PARIS — The Balenciaga invitation arrived with a QR code which activated two hours before showtime on Sunday. It was a voicemail from Demna in which he recited a manifesto. Key point: if luxury is defined by rareness, then creativity, which is also rare, must be a new form of luxury. Hard not to think of that when we walked into the show venue, a massive tent at Les Invalides, to be seated under a ceiling of blue sky, with sunshine casting shadow across walls panelled with concrete. It was just an electronic illusion, of course, but, for one magic moment, spirits soared, after two weeks of constant rain and lowering skies in Milan and Paris. Is that the power of AI? The concrete panels subsequently yielded during the show to visions of glorious fields, mountains and streams, which transitioned to the neon frenzy of a city by night, a frantic hellscape of TikTokers, a bleached-out forest of pixels, and, finally, a blizzard of static. An overload of content. All life gone.

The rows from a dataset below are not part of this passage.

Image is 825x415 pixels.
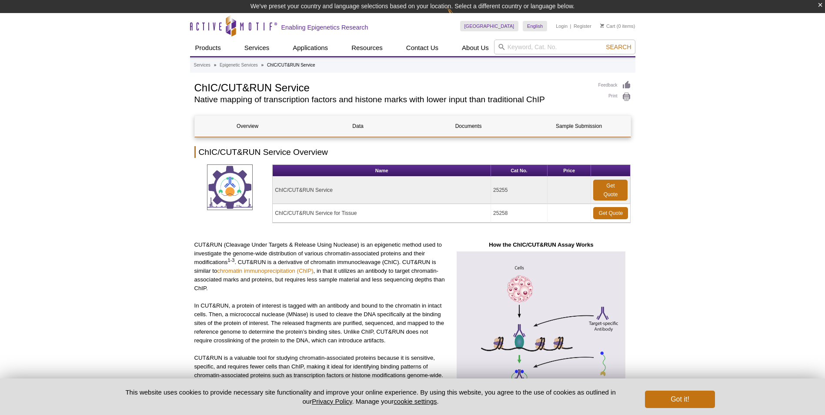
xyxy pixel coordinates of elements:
p: CUT&RUN is a valuable tool for studying chromatin-associated proteins because it is sensitive, sp... [194,354,445,406]
sup: 1-3 [227,257,234,263]
a: Login [556,23,568,29]
h2: Enabling Epigenetics Research [281,23,368,31]
img: Change Here [447,7,470,27]
a: Epigenetic Services [220,61,258,69]
img: ChIC/CUT&RUN Service [207,164,253,210]
a: Register [574,23,591,29]
a: Resources [346,40,388,56]
a: Documents [416,116,521,137]
h2: ChIC/CUT&RUN Service Overview [194,146,631,158]
th: Name [273,165,491,177]
h1: ChIC/CUT&RUN Service [194,80,590,94]
a: chromatin immunoprecipitation (ChIP) [217,267,313,274]
p: CUT&RUN (Cleavage Under Targets & Release Using Nuclease) is an epigenetic method used to investi... [194,241,445,293]
a: Contact Us [401,40,444,56]
a: [GEOGRAPHIC_DATA] [460,21,519,31]
th: Cat No. [491,165,548,177]
span: Search [606,43,631,50]
a: Data [305,116,411,137]
a: Get Quote [593,207,628,219]
li: | [570,21,571,31]
a: Services [194,61,210,69]
li: ChIC/CUT&RUN Service [267,63,315,67]
img: Your Cart [600,23,604,28]
input: Keyword, Cat. No. [494,40,635,54]
td: ChIC/CUT&RUN Service [273,177,491,204]
button: Got it! [645,391,715,408]
td: 25255 [491,177,548,204]
a: Get Quote [593,180,628,200]
h2: Native mapping of transcription factors and histone marks with lower input than traditional ChIP [194,96,590,104]
td: 25258 [491,204,548,223]
li: (0 items) [600,21,635,31]
a: Applications [287,40,333,56]
a: About Us [457,40,494,56]
a: Print [598,92,631,102]
a: Sample Submission [526,116,632,137]
a: Services [239,40,275,56]
th: Price [548,165,591,177]
button: Search [603,43,634,51]
p: In CUT&RUN, a protein of interest is tagged with an antibody and bound to the chromatin in intact... [194,301,445,345]
strong: How the ChIC/CUT&RUN Assay Works [489,241,593,248]
a: Feedback [598,80,631,90]
a: Cart [600,23,615,29]
td: ChIC/CUT&RUN Service for Tissue [273,204,491,223]
a: Overview [195,116,301,137]
li: » [261,63,264,67]
li: » [214,63,217,67]
a: Privacy Policy [312,398,352,405]
a: Products [190,40,226,56]
button: cookie settings [394,398,437,405]
p: This website uses cookies to provide necessary site functionality and improve your online experie... [110,388,631,406]
a: English [523,21,547,31]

Demna is drawn to dystopia. His designs elevate a grab-bag of what’s left after nothing. “Fashion on the edge,” he called it during a preview which was such a fluid, articulate performance it was more the art of the preview. “If it’s not on the edge, it’s a scam.” And yet he was in an exceptionally good mood. Over the past year, he’s managed to purge toxicity from his life. The pre-fall show in Los Angeles in December was a ray of light for him after the relentless threat of cancellation following the accusations of the previous year. LA was a parade of Balenciaga’s greatest bits, all linear, no lateral, but it clicked Demna back into gear, and allowed him to have a lot of fun with his latest.
He loves the old upside down and started the show with the traditional finale of evening wear. A hand-embroidered gown featured a hipline built out with shoulder pads. “Hip-aulettes,” he called them. “What’s good taste or bad taste?” he wondered, before deciding there’s no such thing and sending a full-length faux fur coat with matching skirt down the runway. They’d been treated with resin to give them an aged, not particularly appealing look. That’s one of Demna’s most winning traits. He doesn’t really care if something looks “good,” which frees him up to make things look “interesting.” Like the dress composed of three shirts stacked one on top of the other, with the sleeves knotted round the waist. Or his update of Cristóbal Balenciaga’s “La Vareuse,” flipping a pair of jeans upside down so that the crotch became the collar, and the legs became the sleeves. Demna’s personal favourite was a long dress made up of four t-shirts laid vertically and stitched together. It was ingenious upcycling but it was also typically perverse in its combination of t-shirt messages. True, the irony of Demna’s ideas occasionally touches on mockery.
Much less bamboozling was the fluid, structureless tailoring in viscose – jacket, pants, shirt and tie. “It’s a difficult thing to modernise,” Demna said. “But I want to see people under 30 wearing a suit.” The shoe he suggested as an accessory was Wicked-Witch-pointy. It also folded so it could fit in your pocket if necessary. Balenciaga covers all bases.
The models chewed gum and had tattoos and rings through their noses, when they weren’t Isabeli Fontana, Maggie Rizer, Esther Cañadas and Tasha Tilberg, supermodels on the comeback trail. They wore dresses collaged from bras, hoodies and knapsacks, or outfits tightly sellotaped to the body. Demna hates hats but he offered the new Balenciaga beanie, which pulled all the way down over the eyes,“to protect yourself from an avalanche of content.” The star of the accessories was something he called a “bag with attitude,” a huge, Birkin-like thing. “Balenciaga has no logo,” Demna explained. “It’s a word with many letters that I cannot fit on a bag. So I have to put an attitude into it to make it identifiable.” There was also a face-wrapping visor, quite fabulous bar the slightly impaired vision, and already locked up in pre-orders.
Which begged the question: how do people actually feel about Balenciaga now? There has certainly been no diminution in the creativity or the ironic wit. There’s still the odd frisson that comes from someone being allowed to get away with all this under the august name of fashion’s greatest designer, paid for by a huge fashion conglomerate to boot. And yet I’m kind of wondering, what more can Demna do to win back the love? Is he wondering too? It’s that blizzard of static that stayed with me.